How RxSwift became a friend - with MVVM

Philipp Weiss
The Startup
Published in
2 min readMay 6, 2020

For almost 4 years I am using MVVM for the development of iOS Apps. Managing the communication by a bunch of delegate methods and closures always felt like a bit of a hassle — but I did not know what I was missing.

At some point I had to develop an app in Xamarin — also using MVVM. But there was one suprise. Using Visual Studio and its bindings it was… nice.

But back to Xcode! Here the problem remains. But there is a cure! 🙏

RxSwift & RxCocoa

Using it for Android development it is more or less state of the art. This was also the way I recognised there is a solution for the delegate and clousure mess.

Creating the ViewModel

BehaviourRelay: Stores your variable and can’t have an error. This is a very practical feature, since our UIView elements shouldn't get any errors. Please don’t misunderstand — errors that you want to show to the user will be converted to a BehaviourRelay as well, but the View itself shouldn't receive an error.

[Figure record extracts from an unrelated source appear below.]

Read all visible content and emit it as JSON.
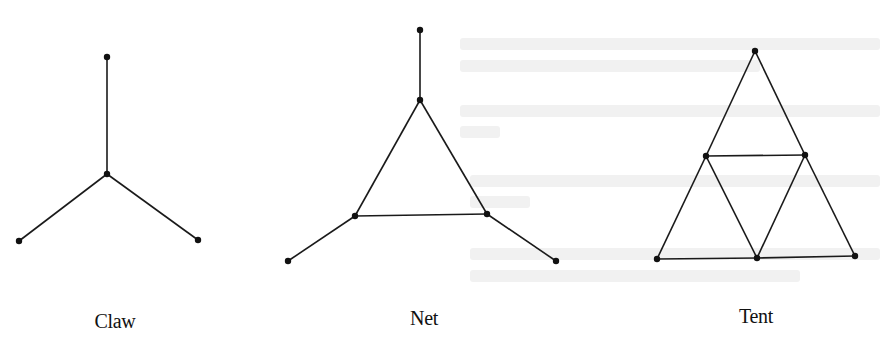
{
  "figure": {
    "colors": {
      "edge": "#1a1a1a",
      "vertex": "#111111",
      "background": "#ffffff"
    },
    "graphs": [
      {
        "name": "Claw",
        "label": "Claw",
        "label_pos": [
          115,
          310
        ],
        "vertices": [
          [
            107,
            57
          ],
          [
            107,
            174
          ],
          [
            19,
            241
          ],
          [
            198,
            240
          ]
        ],
        "edges": [
          [
            0,
            1
          ],
          [
            1,
            2
          ],
          [
            1,
            3
          ]
        ]
      },
      {
        "name": "Net",
        "label": "Net",
        "label_pos": [
          424,
          307
        ],
        "vertices": [
          [
            420,
            30
          ],
          [
            420,
            100
          ],
          [
            355,
            216
          ],
          [
            487,
            214
          ],
          [
            288,
            261
          ],
          [
            556,
            261
          ]
        ],
        "edges": [
          [
            0,
            1
          ],
          [
            1,
            2
          ],
          [
            1,
            3
          ],
          [
            2,
            3
          ],
          [
            2,
            4
          ],
          [
            3,
            5
          ]
        ]
      },
      {
        "name": "Tent",
        "label": "Tent",
        "label_pos": [
          756,
          305
        ],
        "vertices": [
          [
            755,
            51
          ],
          [
            706,
            156
          ],
          [
            805,
            155
          ],
          [
            657,
            259
          ],
          [
            757,
            258
          ],
          [
            855,
            256
          ]
        ],
        "edges": [
          [
            0,
            1
          ],
          [
            0,
            2
          ],
          [
            1,
            2
          ],
          [
            1,
            3
          ],
          [
            1,
            4
          ],
          [
            2,
            4
          ],
          [
            2,
            5
          ],
          [
            3,
            4
          ],
          [
            4,
            5
          ]
        ]
      }
    ]
  },
  "ghost_lines": [
    [
      460,
      38,
      420
    ],
    [
      460,
      60,
      300
    ],
    [
      460,
      105,
      420
    ],
    [
      460,
      126,
      40
    ],
    [
      470,
      175,
      410
    ],
    [
      470,
      196,
      60
    ],
    [
      470,
      248,
      410
    ],
    [
      470,
      270,
      330
    ]
  ]
}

PublishRelay: Used to observe user interaction. Here it will be used to watch for a Button tap.

Driver: Also no errors and always on the main thread. This also means no more DispatchQueue.main closures or even worse forgetting to use it! If you create the driver from some object that can receive errors you will need to handle the error in the init method.

Creating the ViewController

Bind: Bind one rx resource to another. If the one changes the other will also change.

Drive: Like a binding it will change a value if the other changes but on the Main Thread.

DisposeBag: This will deinit all rx bindings and subscriptions after the disposebag released

RxExtension

With an extension it is possible to define your own binding / driver behaviour. In this case we will add an animation if the image is changed. This concept can be applied on every UIView element. So you can create your custom binding behaviour library.

The Result

Conclusion

With only 3 lines of ViewController code we can handle all the UI related behaviour. For me it is a true alternative to keep the ViewController simple and clean — even in a more complex use case.